Wolves' Championship Manager
Wolves correspondent Tim Nash takes a break from reality this summer and puts himself in the boots of manager Mick McCarthy for a Premier League charge.

It's like a real-life version of Fantasy Football.
You've got your multi-million pound budget, you hand-pick your favourite players for your team, then you sit back and watch the results flow. Sounds easy doesn't it?
Er, well not quite, not in the real world anyway.
Wolves boss Mick McCarthy is playing Fantasy Football for real this summer and it's as far removed from the fun newspaper version as can be imagined.

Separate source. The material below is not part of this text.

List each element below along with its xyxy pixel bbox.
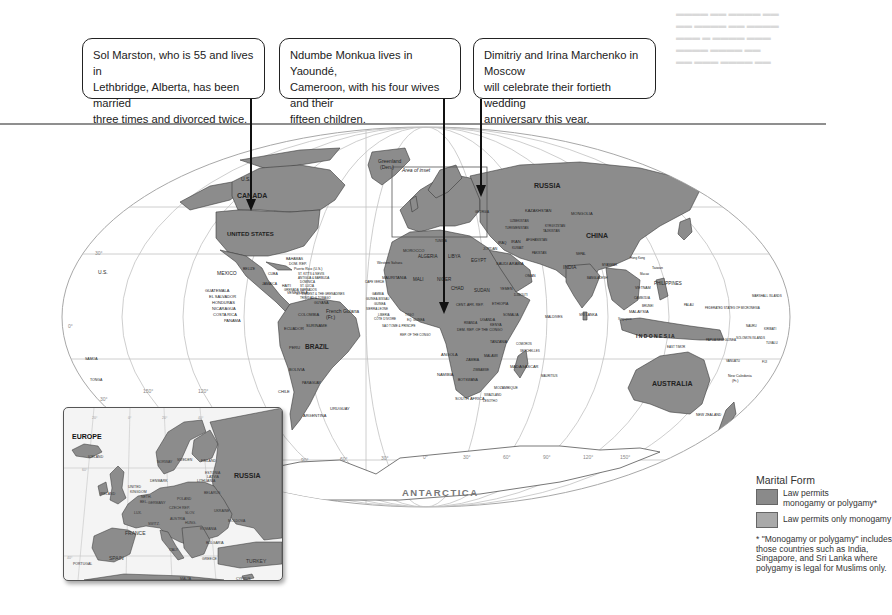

Extortionate, eye-popping fees, cash-heavy signing-ons and inflated egos to boot. And that's just the agents.
Signing the right players for the right money is an exhausting business, both on the patience and the pocket – not to mention the air miles, which McCarthy has been steadily totting up recently.

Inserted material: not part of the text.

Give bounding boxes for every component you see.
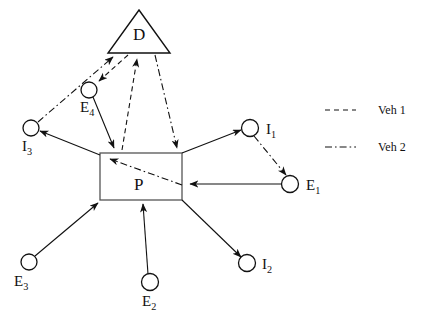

Scouring Europe for signings to strengthen his squad, the hardworking Molineux chief has been putting the time since achieving promotion to good use.

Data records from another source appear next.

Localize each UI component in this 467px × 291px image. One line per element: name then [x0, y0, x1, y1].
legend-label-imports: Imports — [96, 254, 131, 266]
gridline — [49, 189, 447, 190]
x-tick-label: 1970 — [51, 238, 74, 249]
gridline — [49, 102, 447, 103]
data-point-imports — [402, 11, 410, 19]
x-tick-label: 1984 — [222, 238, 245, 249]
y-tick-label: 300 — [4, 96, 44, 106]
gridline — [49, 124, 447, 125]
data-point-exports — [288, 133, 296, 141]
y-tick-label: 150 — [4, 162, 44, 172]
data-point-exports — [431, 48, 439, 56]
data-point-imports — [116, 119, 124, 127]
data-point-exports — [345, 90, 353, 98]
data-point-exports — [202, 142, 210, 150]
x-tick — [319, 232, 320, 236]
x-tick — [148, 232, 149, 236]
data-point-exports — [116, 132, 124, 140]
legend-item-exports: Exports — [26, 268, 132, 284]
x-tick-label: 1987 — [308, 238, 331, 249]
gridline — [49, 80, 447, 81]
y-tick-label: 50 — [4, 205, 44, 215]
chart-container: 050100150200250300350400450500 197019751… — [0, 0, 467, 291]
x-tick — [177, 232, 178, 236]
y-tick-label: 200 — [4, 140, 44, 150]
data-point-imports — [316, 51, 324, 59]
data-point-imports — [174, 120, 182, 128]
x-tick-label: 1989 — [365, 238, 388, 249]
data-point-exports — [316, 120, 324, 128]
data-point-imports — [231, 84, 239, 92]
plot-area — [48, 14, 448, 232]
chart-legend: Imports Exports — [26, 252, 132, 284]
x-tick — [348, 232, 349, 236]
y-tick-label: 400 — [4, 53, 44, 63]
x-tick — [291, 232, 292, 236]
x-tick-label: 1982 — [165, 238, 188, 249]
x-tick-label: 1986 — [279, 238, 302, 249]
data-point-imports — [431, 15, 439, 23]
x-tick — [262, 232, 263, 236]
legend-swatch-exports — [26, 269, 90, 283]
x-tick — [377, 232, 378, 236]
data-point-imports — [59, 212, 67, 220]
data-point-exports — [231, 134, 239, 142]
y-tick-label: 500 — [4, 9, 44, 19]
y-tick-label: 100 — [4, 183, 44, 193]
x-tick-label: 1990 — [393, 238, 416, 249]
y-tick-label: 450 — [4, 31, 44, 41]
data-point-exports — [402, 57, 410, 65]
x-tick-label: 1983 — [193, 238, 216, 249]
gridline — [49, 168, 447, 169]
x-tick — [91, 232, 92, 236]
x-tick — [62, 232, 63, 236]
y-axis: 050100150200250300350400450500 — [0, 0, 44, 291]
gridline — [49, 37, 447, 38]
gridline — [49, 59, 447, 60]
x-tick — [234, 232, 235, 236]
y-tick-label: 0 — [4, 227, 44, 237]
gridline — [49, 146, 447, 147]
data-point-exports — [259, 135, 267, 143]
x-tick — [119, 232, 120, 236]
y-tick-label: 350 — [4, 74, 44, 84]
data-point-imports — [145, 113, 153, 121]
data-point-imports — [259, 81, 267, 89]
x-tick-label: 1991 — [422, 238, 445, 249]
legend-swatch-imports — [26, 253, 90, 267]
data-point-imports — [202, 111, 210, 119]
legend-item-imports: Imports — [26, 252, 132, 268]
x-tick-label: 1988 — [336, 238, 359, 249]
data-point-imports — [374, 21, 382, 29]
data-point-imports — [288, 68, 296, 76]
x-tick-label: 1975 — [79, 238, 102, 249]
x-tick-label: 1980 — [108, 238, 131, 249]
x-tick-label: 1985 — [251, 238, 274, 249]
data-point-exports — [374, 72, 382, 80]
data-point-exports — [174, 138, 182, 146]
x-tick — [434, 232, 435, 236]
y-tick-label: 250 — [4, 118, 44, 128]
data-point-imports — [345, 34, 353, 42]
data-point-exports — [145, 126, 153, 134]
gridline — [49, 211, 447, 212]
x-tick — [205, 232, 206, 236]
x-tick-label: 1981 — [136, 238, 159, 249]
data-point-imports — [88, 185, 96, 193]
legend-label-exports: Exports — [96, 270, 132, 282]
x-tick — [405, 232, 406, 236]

As well he might too, for he only needs look a lot closer to home to see there are plenty of pitfalls looming.
By anyone's standards, McCarthy has a good track record at recruitment so far.
Michael Kightly for £25,000, Karl Henry for £100,000, Sylvan Ebanks-Blake for £1.5million, Stephen Ward for £150,000, Chris Iwelumo for £400,000, Kevin Foley for £750,000 – you can't argue with such value for money.
A modest investment has brought the ultimate prize at a fraction of the cost Dave Jones achieved it with six years before.
But in winning promotion to the mega-bucks Premier League, McCarthy is entering a new stratosphere, where the bargains and margins for error aren't nearly so plentiful, and the stakes are much higher.
Down the road at Albion, Baggies chief Tony Mowbray has found to his cost that the men you entrust your faith in can also be your undoing, as a lack of top flight cost them dear.
Albion spent £21million-plus in transfer fees last summer, but you would be hard pushed to say Scott Carson at £3.25million, Borja Valero for a club record £4.7million, Gianni Zuiverloon for £3.2million, with Roman Bednar and Luke Moore at a combined £5.3million, have given value for money.
The Baggies will also struggle to get their money back on Abdoulaye Meite at £1.8million and Marek Cech £1.4million.
Albion's top earners are on £22-23,000 a week in the Premier League, but it's significant that Stoke have guaranteed their top flight safety paying people such as a rejuvenated James Beattie £30,000 a week.
That's the ball park Wolves are considering entering. It's my reckoning that Wolves may actually spend less on fees than the Baggies, but maybe gamble more on wages to guarantee extra Premier League quality.
Wolves have already been linked with around 30 players already this summer, six of which have been discounted by the club, or the teams they play for.
It's fair to say that number of supposed targets will more than treble by the time the big kick off comes around on August 15.
So, who's realistically going to come to Wolves?
Well, we can probably forget about the top and even middle-ranking established stars up for grabs this summer.
Included in that list are Manchester United striker Carlos Tevez and Bosmans such as Newcastle's Michael Owen and Portsmouth's Sol Campbell, who might be free of transfers fees, but will demand the "tens of thousands of pounds a week" McCarthy won't pay.
But there are other, more realistic targets which could be of much better value for money than the big names, including the loan market, which could offer the likes of Nancy's on-loan Albion forward Marc-Antoine Fortune and Manchester United striker Fraizer Campbell.
In his three years at Wolves – and in his time at Sunderland – McCarthy has enjoyed the best returns from those plucked from the same division or lower.
This is where he has to marry his past and future central planks of recruitment.
For while his well-established scouting system of unearthing unheard-of gems has proved hugely successful, he has spoken on numerous occasions of the need to strengthen with Premier League players.
So, with that in mind, maybe we can expect a mix of the best of the Championship and a sprinkling from the top flight.